The dominating discourse about AI — not only in art but also in the corporate world — still seems to be about its "generative" features: creating more images, using more tokens, more connectors, more compute, more scale.
I've always found myself drawn to the opposite direction: going inwards, and playing with the "digestive" capabilities of AI, going slow.
As an artist, I train a model on my own material — archives, childhood images, personal texts — and use it to digest an existence until something surfaces that I couldn't see before, but was indeed always there. This is what I call '“the light that is not seen”.

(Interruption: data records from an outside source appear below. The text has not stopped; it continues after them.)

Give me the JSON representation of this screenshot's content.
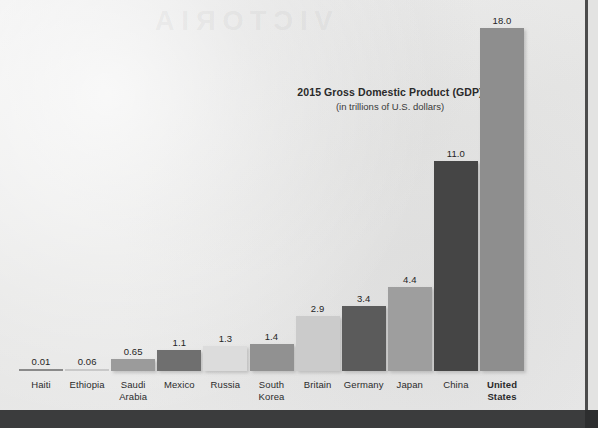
{
  "chart_data": {
    "type": "bar",
    "title": "2015 Gross Domestic Product (GDP)",
    "subtitle": "(in trillions of U.S. dollars)",
    "xlabel": "",
    "ylabel": "",
    "ylim": [
      0,
      18
    ],
    "grid": false,
    "legend": "none",
    "value_label_format": "as-printed",
    "categories": [
      "Haiti",
      "Ethiopia",
      "Saudi Arabia",
      "Mexico",
      "Russia",
      "South Korea",
      "Britain",
      "Germany",
      "Japan",
      "China",
      "United States"
    ],
    "values": [
      0.01,
      0.06,
      0.65,
      1.1,
      1.3,
      1.4,
      2.9,
      3.4,
      4.4,
      11.0,
      18.0
    ],
    "value_labels": [
      "0.01",
      "0.06",
      "0.65",
      "1.1",
      "1.3",
      "1.4",
      "2.9",
      "3.4",
      "4.4",
      "11.0",
      "18.0"
    ],
    "bars": [
      {
        "category": "Haiti",
        "label_line1": "Haiti",
        "label_line2": "",
        "value": 0.01,
        "value_label": "0.01",
        "color": "#8a8a8a",
        "bold_label": false
      },
      {
        "category": "Ethiopia",
        "label_line1": "Ethiopia",
        "label_line2": "",
        "value": 0.06,
        "value_label": "0.06",
        "color": "#c9c9c9",
        "bold_label": false
      },
      {
        "category": "Saudi Arabia",
        "label_line1": "Saudi",
        "label_line2": "Arabia",
        "value": 0.65,
        "value_label": "0.65",
        "color": "#9b9b9b",
        "bold_label": false
      },
      {
        "category": "Mexico",
        "label_line1": "Mexico",
        "label_line2": "",
        "value": 1.1,
        "value_label": "1.1",
        "color": "#6f6f6f",
        "bold_label": false
      },
      {
        "category": "Russia",
        "label_line1": "Russia",
        "label_line2": "",
        "value": 1.3,
        "value_label": "1.3",
        "color": "#dcdcdc",
        "bold_label": false
      },
      {
        "category": "South Korea",
        "label_line1": "South",
        "label_line2": "Korea",
        "value": 1.4,
        "value_label": "1.4",
        "color": "#919191",
        "bold_label": false
      },
      {
        "category": "Britain",
        "label_line1": "Britain",
        "label_line2": "",
        "value": 2.9,
        "value_label": "2.9",
        "color": "#cbcbcb",
        "bold_label": false
      },
      {
        "category": "Germany",
        "label_line1": "Germany",
        "label_line2": "",
        "value": 3.4,
        "value_label": "3.4",
        "color": "#5b5b5b",
        "bold_label": false
      },
      {
        "category": "Japan",
        "label_line1": "Japan",
        "label_line2": "",
        "value": 4.4,
        "value_label": "4.4",
        "color": "#9e9e9e",
        "bold_label": false
      },
      {
        "category": "China",
        "label_line1": "China",
        "label_line2": "",
        "value": 11.0,
        "value_label": "11.0",
        "color": "#454545",
        "bold_label": false
      },
      {
        "category": "United States",
        "label_line1": "United",
        "label_line2": "States",
        "value": 18.0,
        "value_label": "18.0",
        "color": "#8e8e8e",
        "bold_label": true
      }
    ]
  },
  "page": {
    "background_color": "#e9e9e8",
    "gutter_color": "#4c4c4c",
    "band_color": "#3b3c3d",
    "ghost_text": "VICTORIA"
  }
}
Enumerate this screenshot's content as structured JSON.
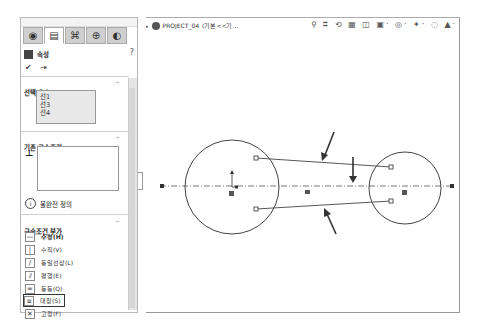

When I wake up, I describe my dream to my tailored text-to-image model; the machine offers image hypotheses in a breath, which can later be projected into virtually eternal mediums, such as pietra dura.

aurèce vettier
seraphim at the heart of an unlikely combination of spectacular atmospheric phenomena and synchronicities as the world enters into resonance
Hard stone marquetry (agate, amethyst, malachite, quartz, etc.) on black marble base. Mounted in custom-made steel frame.
35 cm x 28 cm
AV-2026-U-779
So I'm curious about your experience — as artists, curators, or simply enthusiasts:
Is AI more interesting to you as an engine of production, or as an organ of digestion — a way of seeing rather than a way of making more?
And does training your own AI model still matter, or does nobody really care anymore? Plenty of strong work now runs on off-the-shelf tools. I still train mine because it’s important for me to maintain a consistent visual ecosystem -and I enjoy doing this part- but maybe that's a conviction only I still hold.